1 result for (book:ur1 AND heading:"introductori note by robert f butt" AND stemmed:entir)
[... 23 paragraphs ...]
One can have a lot of fun with numbers. They can, for instance, be used to explore different perspectives of the same subject — in this case, time, the quality that’s just been under discussion. The two volumes of “Unknown” Reality contain 65 sessions. Jane delivered these for Seth over a period of a little more than 14½ months.
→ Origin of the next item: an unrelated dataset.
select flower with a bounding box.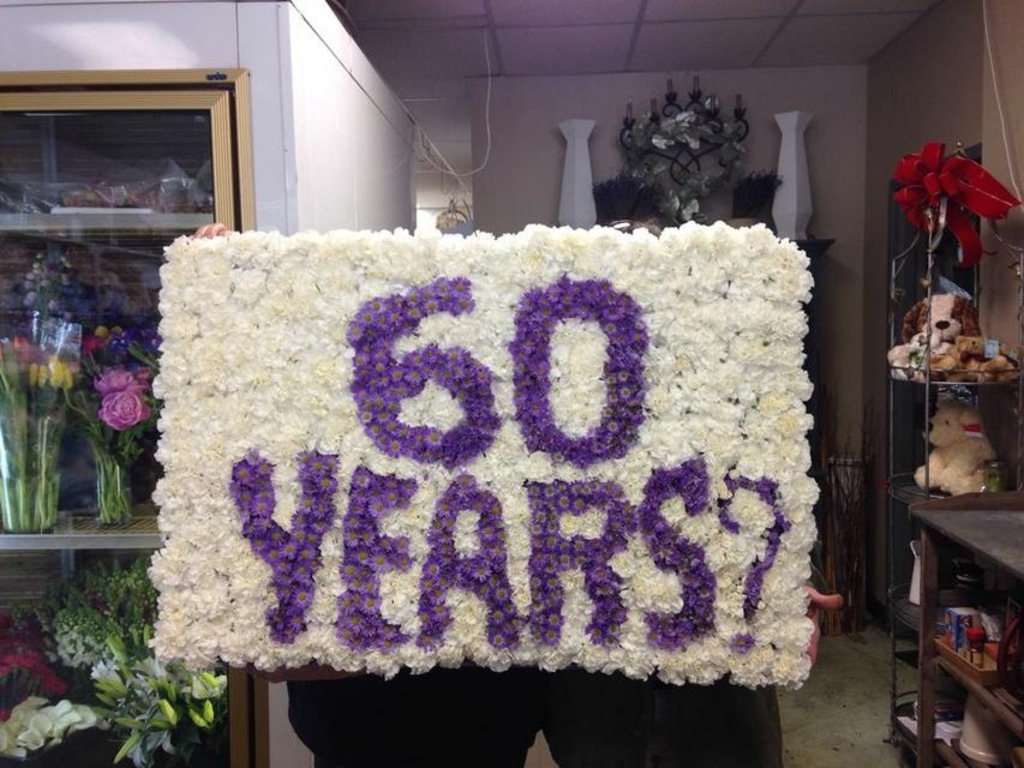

This elapsed time includes more than a few weeks during which she gave no book dictation at all, of course, but I was curious to get an approximate idea of the number of hours she actually spent in producing the entire work.
[... 7 paragraphs ...]
The first Seth excerpt is in keeping with the idea of creating bridges between the two volumes of “Unknown” Reality by lifting something out of one for inclusion in the other. Once more from the 743rd session in Volume 2: “No book entitled The “Unknown” Reality can hope to make that reality entirely known. It remains nebulous because it is consciously unrealized. The best I can do is to point out areas that have been relatively invisible, to help you explore, actually, different facets of your own consciousness … I am well aware that the book raises many more questions than it presents answers for, and this has been my intent….”
[... 11 paragraphs ...]
“The ‘Unknown’ Reality itself is a product of the unknown reality of the mind, of course, since I produced it entirely in a trance state, as Seth. In a way the two volumes are the products of an inner psychic ‘combustion’ — the spark that is lit in our world, as Seth’s reality strikes mine — or vice versa. For me, this is an accelerated state. I would compare it to a higher state of wakefulness rather than to the sleep usually associated with trance — but a different kind of wakefulness, in which the usual world seems to be the one that is sleeping. My attention is not blunted. It is elsewhere.
[... 4 paragraphs ...]
“When I’m Seth, I’m just a small part of his reality, maybe only the portion I can grasp, but I bask in that personified energy. When Seth turns his attention to people, addressing them or answering questions, then I sense an almost multidimensional appreciation of their worth and individuality. He understands the validity of each person, or salutes it, approaching people in an entirely different light than we do. That experience of his reaction to others leads me to suspect the existence of an emotional experience far more vivid than the one we know.